Isabel Käser – What Kind of Femininity? The Kurdish Women's Liberation Movement between Revolution, Militarism and Body Politics

event poster

Friday, September 20, 2019

12:00 – 1:00 p.m.

Giddings 212 

Lunch provided

Women have been at the forefront of many of the political and military struggles in the Kurdish Middle East, most visibly so since the start of the ‘Rojava Revolution’ in 2012. But women have in fact since the foundation of the PKK in 1978 played a key role in the ideological and political development of the Liberation Movement as a whole; as guerrillas, activists, politicians, mothers and prisoners. Based on her ethnographic work with the Kurdish Women's Liberation Movement in different parts of Kurdistan, Isabel Käser will discuss how the women's autonomous organizational structures have taken shape and how the process of becoming a freedom fighter unfolds in party education.
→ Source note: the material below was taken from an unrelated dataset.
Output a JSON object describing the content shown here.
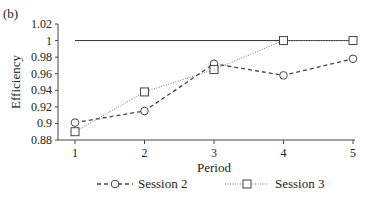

By asking what kind of femininity has developed over the past 40 years of struggle, Käser's talk analyses the emancipatory power the PKK holds but also zooms into some of the tensions that arise from the interplay between militarism, the party’s body politics and the movement’s revolutionary quest for a more democratic Middle East.

Kurdish Project
Lectures
Partner Events
Gender


Isabel Käser holds a PhD from the Centre for Gender Studies at SOAS (UK). She is currently a guest lecturer at the University of Bern (Switzerland), a postdoctoral research associate at SOAS, and leads the project 'art in peace mediation' for the Swiss Department of Foreign Affairs. Her research is on: 

  • Gender and sexuality in the Middle East
  • Women's and social movements
  • Gendering of power, resistance, war and peace
  • Nationalism and nation-building processes in the Middle East

Kurdish Studies have historically been side-lined within Middle East Studies or reduced to the study of Kurdish nationalism. While there has been a proliferation of Kurdish studies across the US and Europe in recent years, there has been only limited engagement with Kurdish society in its complexity. The aim of this initiative is to support and contribute to critical and original Kurdish Studies that combine theoretically cutting edge and empirically grounded work as well as highlight creative approaches (films, art, literature) to the study of Kurds and Kurdish societies.